Single-family residence buy & hold investment.

Purchase price: $115,000
Cash invested: $135,000

SFH first gut renovation. First Successful BRRR. HELOC on primary used for funding.

What made you interested in investing in this type of deal?

Real estate rookie podcast.

How did you find this deal and how did you negotiate it?

I found this deal off market. Word of mouth. Worked her for 6 months or so.

How did you finance this deal?

HELOC in to a cashout refinance.

How did you add value to the deal?

Full gut reno. Forced equity to all major system upgrades. Electric, plumbing, roof, siding, HWH, HVAC, driveway, privacy fence

What was the outcome?

complete BRRR. Renter in place at $2300 a month. We walked away with 3k. It would have been more if we held our GC to the contract

Lessons learned? Challenges?

Permits first. Confirm Licenses are up to date and valid. Follow payment schedule. No matter how hard they push, hold final payment until final systems check

Did you work with any real estate professionals (agents, lenders, etc.) that you'd recommend to others?

Total Quality Lending did a great job with the cashout refi

  • Kedric Naylor
  • Most Popular Reply

    User Stats

    78
    Posts
    24
    Votes
    Denise Webster
    • Lender
    • Albuquerque, NM
    24
    Votes |
    78
    Posts
    Denise Webster
    • Lender
    • Albuquerque, NM
    Replied

    Congrats @Kedric Naylor! That is a strong first complete BRRR, especially considering it involved a gut renovation, HELOC funding, tenant placement, and a cash-out refinance exit.

    This is a realistic BRRR outcome. Not every deal returns all capital plus a large cash-out check, but a deal that stabilizes, cash flows, builds equity, and teaches repeatable lessons is absolutely a win.

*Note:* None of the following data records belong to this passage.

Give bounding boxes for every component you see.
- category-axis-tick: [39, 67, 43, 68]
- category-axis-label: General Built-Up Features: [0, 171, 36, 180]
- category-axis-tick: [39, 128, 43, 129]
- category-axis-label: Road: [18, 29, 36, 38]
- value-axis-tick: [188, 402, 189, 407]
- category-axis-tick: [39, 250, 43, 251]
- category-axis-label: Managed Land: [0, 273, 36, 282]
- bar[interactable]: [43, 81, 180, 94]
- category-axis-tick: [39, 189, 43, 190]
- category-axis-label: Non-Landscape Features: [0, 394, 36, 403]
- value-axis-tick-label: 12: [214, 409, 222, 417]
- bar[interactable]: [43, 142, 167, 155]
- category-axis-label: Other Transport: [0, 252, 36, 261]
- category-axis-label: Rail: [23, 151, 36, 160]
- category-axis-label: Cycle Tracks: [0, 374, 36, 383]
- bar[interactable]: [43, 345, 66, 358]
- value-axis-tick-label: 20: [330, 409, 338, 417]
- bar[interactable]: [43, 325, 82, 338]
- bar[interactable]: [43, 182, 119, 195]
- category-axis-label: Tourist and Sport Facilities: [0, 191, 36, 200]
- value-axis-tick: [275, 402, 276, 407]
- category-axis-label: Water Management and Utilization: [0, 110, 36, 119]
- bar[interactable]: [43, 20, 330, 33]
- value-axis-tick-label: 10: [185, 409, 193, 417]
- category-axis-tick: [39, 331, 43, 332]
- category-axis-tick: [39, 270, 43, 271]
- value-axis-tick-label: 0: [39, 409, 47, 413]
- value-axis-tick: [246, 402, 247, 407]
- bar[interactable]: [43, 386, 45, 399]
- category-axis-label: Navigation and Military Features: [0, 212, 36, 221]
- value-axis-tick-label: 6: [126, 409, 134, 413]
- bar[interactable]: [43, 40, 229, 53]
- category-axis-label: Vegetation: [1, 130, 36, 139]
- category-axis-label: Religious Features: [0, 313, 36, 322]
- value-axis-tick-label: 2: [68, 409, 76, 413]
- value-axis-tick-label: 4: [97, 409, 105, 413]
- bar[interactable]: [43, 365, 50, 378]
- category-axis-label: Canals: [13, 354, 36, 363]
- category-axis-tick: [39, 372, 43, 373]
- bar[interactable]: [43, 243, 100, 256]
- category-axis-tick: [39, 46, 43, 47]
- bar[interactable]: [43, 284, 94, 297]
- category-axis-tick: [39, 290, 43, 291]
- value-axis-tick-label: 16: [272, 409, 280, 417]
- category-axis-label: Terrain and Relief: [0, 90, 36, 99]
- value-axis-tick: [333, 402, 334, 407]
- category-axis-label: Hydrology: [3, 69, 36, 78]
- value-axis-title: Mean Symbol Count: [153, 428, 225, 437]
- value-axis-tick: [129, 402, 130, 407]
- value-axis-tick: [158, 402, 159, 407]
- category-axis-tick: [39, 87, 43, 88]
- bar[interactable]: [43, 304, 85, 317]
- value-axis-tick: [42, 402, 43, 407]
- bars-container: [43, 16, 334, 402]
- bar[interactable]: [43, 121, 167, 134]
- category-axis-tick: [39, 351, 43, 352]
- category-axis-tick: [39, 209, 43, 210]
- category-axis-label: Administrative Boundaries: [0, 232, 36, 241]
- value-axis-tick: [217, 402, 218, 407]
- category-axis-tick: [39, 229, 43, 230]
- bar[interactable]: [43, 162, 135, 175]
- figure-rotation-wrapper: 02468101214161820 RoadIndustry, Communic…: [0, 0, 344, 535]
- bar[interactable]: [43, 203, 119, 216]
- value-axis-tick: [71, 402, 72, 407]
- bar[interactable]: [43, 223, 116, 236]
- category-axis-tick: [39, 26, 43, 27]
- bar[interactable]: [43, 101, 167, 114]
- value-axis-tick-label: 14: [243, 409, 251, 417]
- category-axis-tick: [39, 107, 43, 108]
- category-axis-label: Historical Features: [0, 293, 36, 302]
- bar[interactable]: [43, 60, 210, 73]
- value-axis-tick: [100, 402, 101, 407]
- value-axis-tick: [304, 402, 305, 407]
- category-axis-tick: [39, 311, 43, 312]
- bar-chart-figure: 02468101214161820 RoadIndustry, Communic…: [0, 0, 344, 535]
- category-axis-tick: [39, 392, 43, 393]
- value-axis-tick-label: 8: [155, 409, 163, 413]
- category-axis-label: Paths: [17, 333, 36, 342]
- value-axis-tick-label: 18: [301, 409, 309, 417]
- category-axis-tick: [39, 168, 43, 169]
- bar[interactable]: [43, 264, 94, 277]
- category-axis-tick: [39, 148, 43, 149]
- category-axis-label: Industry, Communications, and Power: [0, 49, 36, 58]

    Add to that your self-management, and keeping the listing "in the family" is awesome. A lot of investors only look at the front-end numbers, but operations and tax strategy can materially change the long-term return.

    For the next one, I would probably focus on turning this experience into a repeatable checklist:

    1. Confirm permit requirements before work begins.

    2. Verify contractor license, insurance, and references.

    3. Tie payments to completed work, not promises.

    4. Hold final payment until final inspection and systems check.

    5. Line up the tenant before or during the refinance process when possible.

    6. Underwrite the refinance with closing costs included, not just loan payoff.

    7. Keep a conservative reserve even when the deal appears to be complete.

    The HELOC strategy can work well, but because it ties personal-residence equity to project risk, the tighter the process becomes, the safer it gets.

    Great job completing the full cycle! This is the kind of first BRRR that gives you more than just a property, it gives you a repeatable system to improve for the next one.